Six of NYISO's nine board members make more than $100,000 a year -- for just 14 hours of work a week, the tax filings say.
"It's a scandal," said Richard Brodsky, a former state assemblyman who has long railed against NYISO. "The salaries are excessive. It's the directors' compensation that makes you nuts."
David Callahan, a senior fellow at the think tank Demos, contends the tax code should differentiate between charities and overtly partisan advocacy organizations. Now neither type of group must reveal the names of its supporters.
A Hawaii Partnership Bank will generate new revenue for Hawaii, save local governments money, and make us less dependent on big offshore banks that are dramatically reshaping life for families and businesses in Hawaii.
"It's unbelievable, probably half the states in the country have bills in play and more than a dozen are seriously in the pipeline," Tova Wang of the left-leaning think tank Demos told TPM in an interview. "It's really unprecedented in terms of geographic scope. I've never seen anything like it certainly since I've been working on voting rights issues that voter suppression bills would be introduced in so many places at the same time."
Redistricting too often succumbs to gerrymandering. Instead of the people choosing their elected officials, the elected officials choose their constituents.

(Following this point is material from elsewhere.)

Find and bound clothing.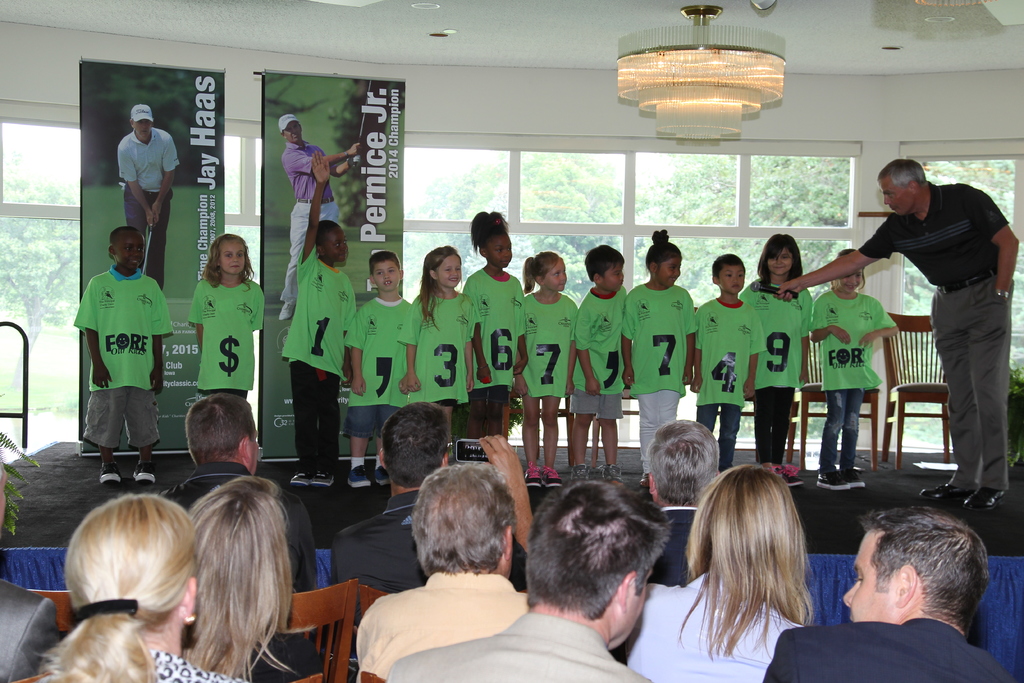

Wherever the final line is drawn, Democrats appear willing to accept a deal close to Republican leaders’ original plan. White House aides say that such a deal could pay political dividends when the bigger fights start because the agreement would establish the president as the most reasonable politician in Washington. Progressives are not happy, however, even if Democrats are able to remove controversial GOP policy riders, such as those that eliminate funding for Planned Parenthood and hamper the implementation of the health care law.
Among the other states taking up the issue are Alabama, Arkansas, Kansas and Ohio. In all four of those states, Republicans advanced their Voter ID bills last week. Those states look to join the eight states that require photo ID and the 19 that require some form of ID, according to the National Conference of State Legislatures.
The state attorney general wants federal regulators to take enforcement action against the Indian Point nuclear plant for what he called the company's failure to comply with fire safety requirements.
"In the wake of Japan's crisis, our country's nuclear facilities should be bolstering their safety measures, yet Indian Point is looking to weaken its precautionary measures," Attorney General Eric Schneiderman said Monday.
New York Times columnist Bob Herbert has written his last New York Times column, but I hope and expect he will stay in the debate. He lived up to the venerable injunction that journalists should comfort the afflicted and afflict the comfortable. We need his passion.
Limitless greed, unrestrained corporate power and a ferocious addiction to foreign oil have led us to an era of perpetual war and economic decline.
So here we are pouring shiploads of cash into yet another war, this time in Libya, while simultaneously demolishing school budgets, closing libraries, laying off teachers and police officers, and generally letting the bottom fall out of the quality of life here at home.
But Richard Brodsky, a former long-time New York legislator and lawyer who has done battle with Indian Point on a range of issues, argued in an interview Tuesday that the NRC has been no tougher a regulator than the Securities and Exchange Commission and other federal agencies that allowed the financial meltdown of 2008 to happen.
If you really want to improve the education of poor children, you have to get them away from learning environments that are smothered by poverty.
One of the most powerful tools for improving the educational achievement of poor black and Hispanic public school students is, regrettably, seldom even considered. It has become a political no-no.
Worst-case scenarios unfold more frequently than we’d like to believe, which leads to two major questions regarding nuclear power that Americans have an obligation to answer.
First, can a disaster comparable to the one in Japan happen here? The answer, of course, is yes — whether caused by an earthquake or some other event or series of events. Nature is unpredictable and human beings are fallible. It could happen.
On March 4, Manhattan Federal Judge Loretta Preska upheld an NRC decision to let Indian Point operator Entergy use insulation that withstands fire for only 27 minutes.